December 17, 2008
The Only Month Named After A
Drum Line Command
March 1: The VCU Medical Center announces opening dates for its $192 million critical-care hospital. In anticipation, area woman Rachel Westaway becomes less attentive when driving, starts playing with loaded handguns, and begins resting the radio on the side of her bathtub, all in hopes of spending a few nights at the hospital’s new state-of-the-art Level I trauma center.
March 3: A deer is spotted running through the Fan District. Bystanders said the white tail escaped “in the nick of time” from popular Carytown restaurant Can Can, just minutes before he was to be pan roasted
and topped with various spices and sauces.
March 4: City Council admits that the addition of a 30-foot tall Krispy Kreme “Hot Doughnuts Now” neon sign on the roof of City Hall was a waste of taxpayer money, and a rather poor attempt at increasing attendance at their bi-monthly meetings.
March 5: In a journalistic feat considered both extraordinary and inexplicable, Style Weekly publishes an 89-page cover story that runs 15 pages longer than the newspaper itself. While the alternative weekly had previously come close to doing so, the article represented the first time Style has managed to run a cover story for the entire length of the paper and, impossibly, several pages more.
March 6: NBC12 producers give evening anchor Gene Cox the “Cue Cards And Whiskey Don’t Mix” spiel again.
March 8: Thought his urinary bladder was nearly overflowing, local man Lovell Sledd announces that he plans to hold it rather than face the awkwardness of the bathroom attendant at Blackfinn.
March 10: Philip Morris’ new “Make You Cool” campaign launches, telling consumers what the company calls “The Truthier Truth”: cigarettes – if used properly – can turn normal, everyday people into awesome, everyday people.
March 10: CarMax Inc. is awarded the Better Business Bureau’s International Torch Award for Marketplace Excellence, though the Goochland County-based used car retailer only accepts the honor after a thorough 125-point inspection of the bronzed trophy.
March 11:North Side resident and elderly woman Erma Butler says she is unsure why the “Leave It to Joel Bieber” television show was back on the air after nearly 50 years since its final episode, and expresses confusion as to why the program lasts only 30 seconds and talks about personal injury law.
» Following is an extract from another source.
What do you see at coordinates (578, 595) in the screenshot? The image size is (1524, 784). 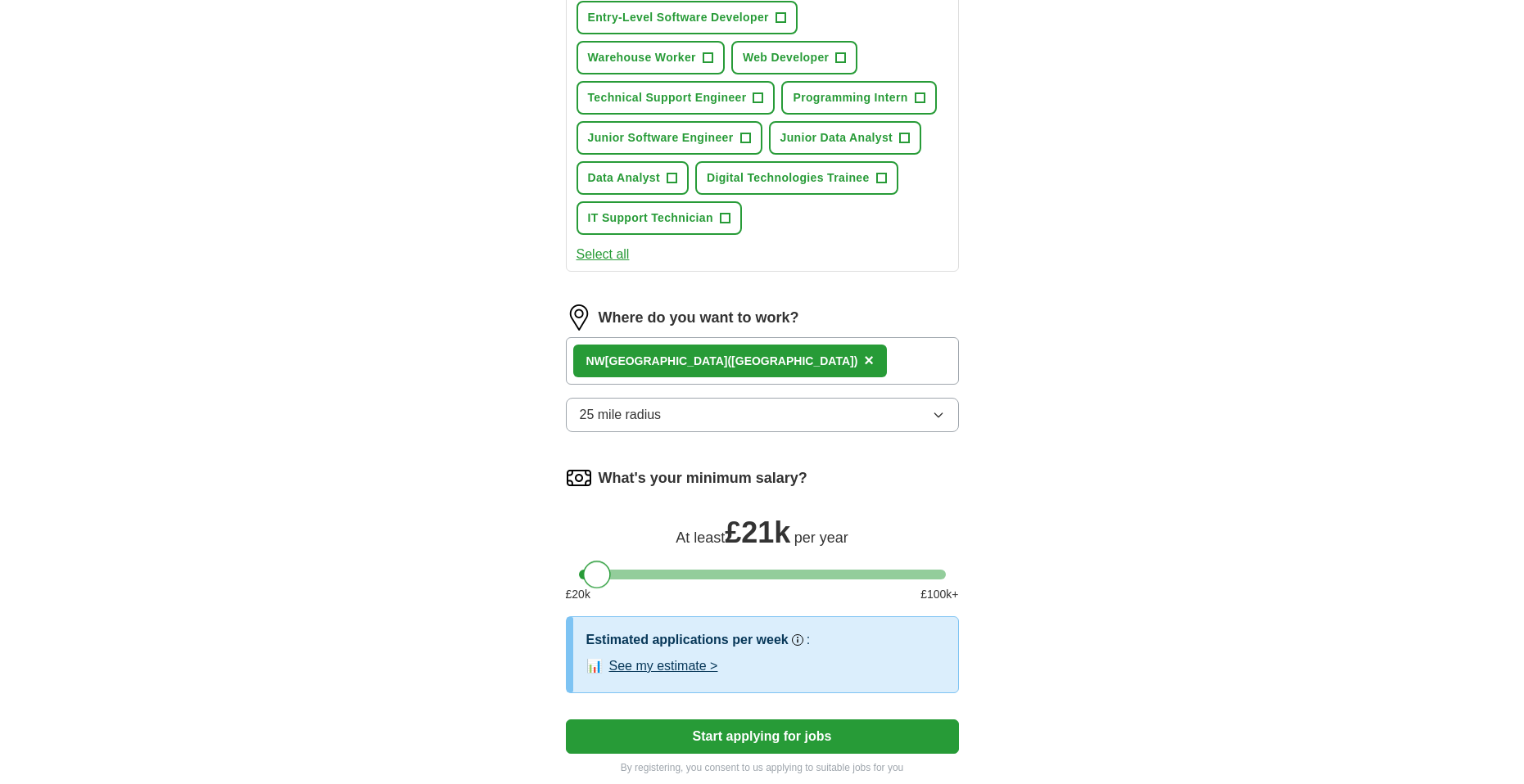 I see `span: £ 20 k` at bounding box center [578, 595].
March 16: In the wake of a deadly crane accident in New York city, construction crews around Richmond say they are taking extra precautions to make sure that no Manhattan cranes collapse here.
March 17: Local boy Keith Tweedy turns 11, and is given yet another pair of britches from his grandfather, who implores the young man to keep them pulled up above the buttocks.
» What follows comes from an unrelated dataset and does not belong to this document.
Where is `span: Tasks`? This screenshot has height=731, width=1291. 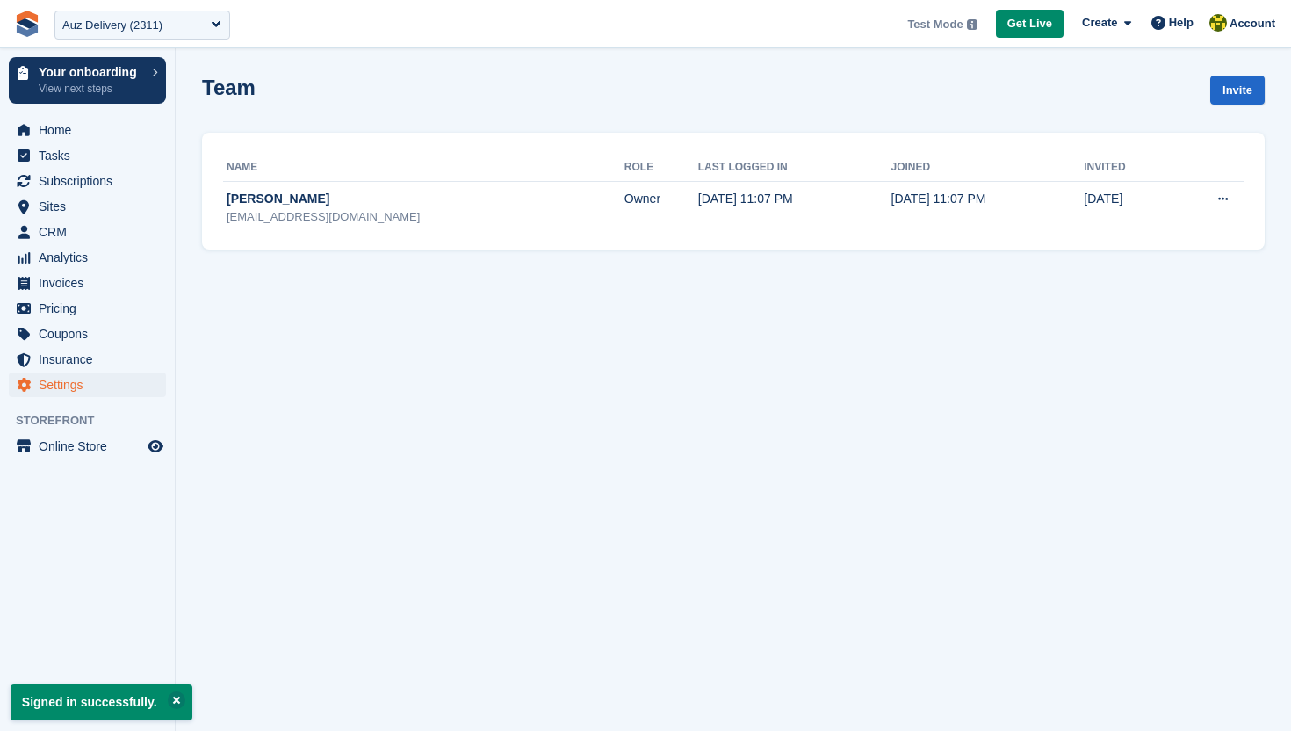 span: Tasks is located at coordinates (91, 155).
March 18: Critics assail Richmond’s new “Downtown Plan” of the future for not having the necessary infrastructure in place for flying cars.
March 19: Tolls on the Downtown Expressway and Powhite Parkway jump by 20 cents, an additional fee that will help defray the growing cost of the booth workers’ demand for daily Starbucks.
March 20: Richmond officials launch a full-scale investigation into whether as many as 300 employees have taken advantage of city-issued free-hug cards, used whenever a necessary embrace is needed. Though city code allows public workers one free hug per week, Mayor L. Douglas Wilder said many employees were using up to three hugs a day for simple cheer-ups, jobs well-done, to feel special, in expressing sympathy, or, in some cases, showing happiness and joy.
March 24: Local man Scott Parker expresses shock and anger after finding out the hard way that the sporting goods-store’s Web site was not simply Dicks.com.
March 25: Domino’s introduces the Chanello’s Style Pizza. Toppings include softening, overly ripened vegetables, past-expiration dated cheeses and meats with questionable animals of origin – all of which, when combined together on pizza dough, still somehow manage to taste absolutely delicious.
March 25:After public buses are re-routed off of Broad Street, the Library of Virginia is removed from the annual ranking of the nation’s most lavish bus stops by City Transport Magazine.